I just ran into a really excellent piece by John Cutler (who is also new to me), Is Agile the Enemy (of Good Design)?. The whole thing is worth your time, but a couple bits in particular stood out to me in light of some ongoing conversations Ben Makuh about wisdom and folly in startup culture.

In particular, these two bits from other designers Cutler cites sum up a huge amount of what’s wrong with a lot of what passes for “Agile” and indeed for “startup culture”:

The stuff you’re talking about rarely happens. It is all about “ship, ship, ship”. We don’t pivot. We don’t refine. The product owner just wants to mark it done in Jira. The MVPs are an excuse to get crappy stuff out the door. I guarantee that if I am methodical with my prototype testing, I can come up with something better because I will expose it to users. Not AS great as doing it the perfect Agile way, but better than nothing. I mean I struggle even to do usability testing. So you know…yes in theory all that is good, but it doesn’t happen.

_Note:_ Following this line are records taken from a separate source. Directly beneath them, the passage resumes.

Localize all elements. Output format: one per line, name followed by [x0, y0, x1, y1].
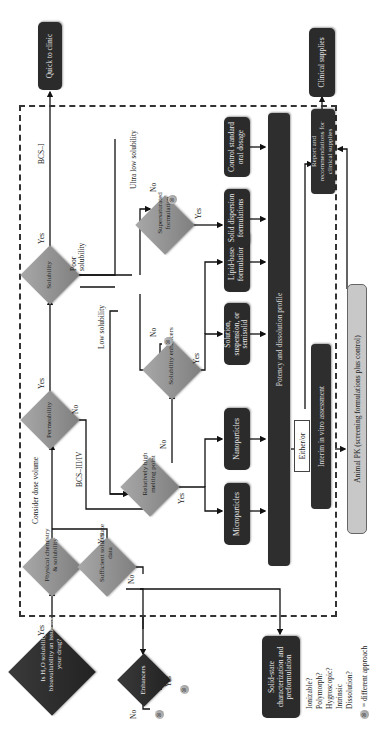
supersaturated-yes-label: Yes: [195, 208, 203, 219]
microparticles-text: Microparticles: [233, 492, 242, 536]
legend: ⊗ = different approach: [360, 646, 369, 719]
animal-pk-text: Animal PK (screening formulations plus c…: [353, 335, 362, 482]
interim-text: Interim in vitro assessment: [317, 386, 326, 467]
potency-text: Potency and dissolution profile: [275, 293, 284, 387]
solid-state-questions: Ionizable? Polymorph? Hygroscopic? Intri…: [305, 667, 355, 709]
enhancers-no-label: No: [150, 328, 158, 337]
legend-text: = different approach: [360, 646, 369, 707]
permeability-decision: Permeability: [20, 390, 80, 450]
solid-state-box: Solid-state characterization and preform…: [262, 636, 300, 718]
different-approach-icon: ⊗: [360, 710, 369, 719]
solid-dispersion-box: Solid dispersion formulations: [224, 189, 250, 247]
microparticles-box: Microparticles: [224, 483, 250, 545]
low-solubility-label: Low solubility: [98, 305, 106, 349]
bcs-i-label: BCS–I: [38, 144, 46, 164]
either-or-text: Either/or: [298, 433, 307, 460]
solid-state-text: Solid-state characterization and preform…: [268, 639, 294, 715]
start-yes-label: Yes: [38, 625, 46, 636]
report-box: Report and recommendations for clinical …: [311, 109, 335, 194]
report-text: Report and recommendations for clinical …: [311, 112, 334, 191]
supersaturated-decision: Supersaturated formulation: [135, 195, 195, 255]
clinical-supplies-box: Clinical supplies: [309, 28, 335, 97]
supersaturated-text: Supersaturated formulation: [135, 171, 195, 255]
enhancers-decision: Enhancers: [117, 653, 171, 707]
start-decision: Is H₂O solubility or bioavailability an …: [8, 628, 96, 716]
solid-dispersion-text: Solid dispersion formulations: [228, 192, 245, 244]
melting-point-text: Relatively high melting point: [120, 431, 180, 517]
enhancers-text: Enhancers: [117, 653, 171, 707]
sufficient-data-decision: Sufficient solid-state data: [77, 537, 137, 597]
question-dissolution: Dissolution?: [345, 667, 355, 709]
control-dosage-box: Control standard oral dosage: [224, 117, 250, 177]
quick-to-clinic-text: Quick to clinic: [46, 34, 55, 79]
question-intrinsic: Intrinsic: [335, 667, 345, 709]
either-or-box: Either/or: [294, 420, 310, 472]
physical-chemistry-decision: Physical chemistry & solubility: [22, 537, 82, 597]
nanoparticles-text: Nanoparticles: [233, 418, 242, 460]
different-approach-icon: ⊗: [168, 195, 177, 204]
sufficient-yes-label: Yes: [98, 533, 106, 544]
question-polymorph: Polymorph?: [315, 667, 325, 709]
question-ionizable: Ionizable?: [305, 667, 315, 709]
physical-chemistry-text: Physical chemistry & solubility: [22, 513, 82, 597]
animal-pk-box: Animal PK (screening formulations plus c…: [347, 284, 367, 534]
permeability-no-label: No: [72, 405, 80, 414]
different-approach-icon: ⊗: [155, 710, 164, 719]
interim-assessment-bar: Interim in vitro assessment: [311, 344, 331, 509]
sufficient-no-label: No: [128, 575, 136, 584]
control-text: Control standard oral dosage: [228, 120, 245, 174]
flowchart-canvas: Is H₂O solubility or bioavailability an …: [0, 0, 381, 749]
nanoparticles-box: Nanoparticles: [224, 408, 250, 470]
poor-solubility-label: Poor solubility: [70, 231, 87, 271]
bcs-iii-iv-label: BCS–III/IV: [76, 452, 84, 487]
melting-no-label: No: [160, 440, 168, 449]
potency-dissolution-bar: Potency and dissolution profile: [268, 113, 290, 566]
solubility-yes-label: Yes: [38, 233, 46, 244]
supersaturated-no-label: No: [150, 183, 158, 192]
permeability-yes-label: Yes: [38, 378, 46, 389]
consider-dose-label: Consider dose volume: [32, 457, 40, 524]
enhancers-yes-label: Yes: [193, 353, 201, 364]
permeability-text: Permeability: [20, 390, 80, 450]
melting-point-decision: Relatively high melting point: [120, 457, 180, 517]
different-approach-icon: ⊗: [180, 685, 189, 694]
solution-box: Solution, suspension, or semisolid: [224, 303, 250, 365]
clinical-supplies-text: Clinical supplies: [318, 37, 327, 87]
solution-text: Solution, suspension, or semisolid: [224, 306, 250, 362]
enhancers-yes-label: Yes: [165, 676, 173, 687]
solubility-enhancers-decision: Solubility enhancers: [142, 340, 202, 400]
start-question-text: Is H₂O solubility or bioavailability an …: [8, 592, 96, 716]
question-hygroscopic: Hygroscopic?: [325, 667, 335, 709]
enhancers-no-label: No: [130, 710, 138, 719]
different-approach-icon: ⊗: [164, 337, 173, 346]
melting-yes-label: Yes: [178, 493, 186, 504]
quick-to-clinic-box: Quick to clinic: [38, 22, 62, 90]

The enemy of both actual agilistas and the UX/design community in 2018 is, as John points out, short-term, output-centric thinking driven by a focus on short-term financial results, and all the cultural ramifications of this mindset.

These things are antithetical to the original ideas of the Manifesto for Agile Software Development. But they’re also, well… pretty common. As Cutler puts it:

…Agile — like many other things in cut-throat business — is often no match for the universal threats of output fetishism, success theater, and cutting corners. Trust me… these predated Agile.

And this is some hot fire here:

So where does this leave us? Designers have a right to be concerned. At least with waterfall no one prematurely yells “ship it” in the middle of the project. Designers have time to work instead of trying to jump on and off the sprint conveyor belt. And because the “thing” is built in a big batch, they have time to tackle the design problem holistically right from the beginning. “Good” waterfall beats abused Agile any day.

He’s not wrong. You should read the whole thing.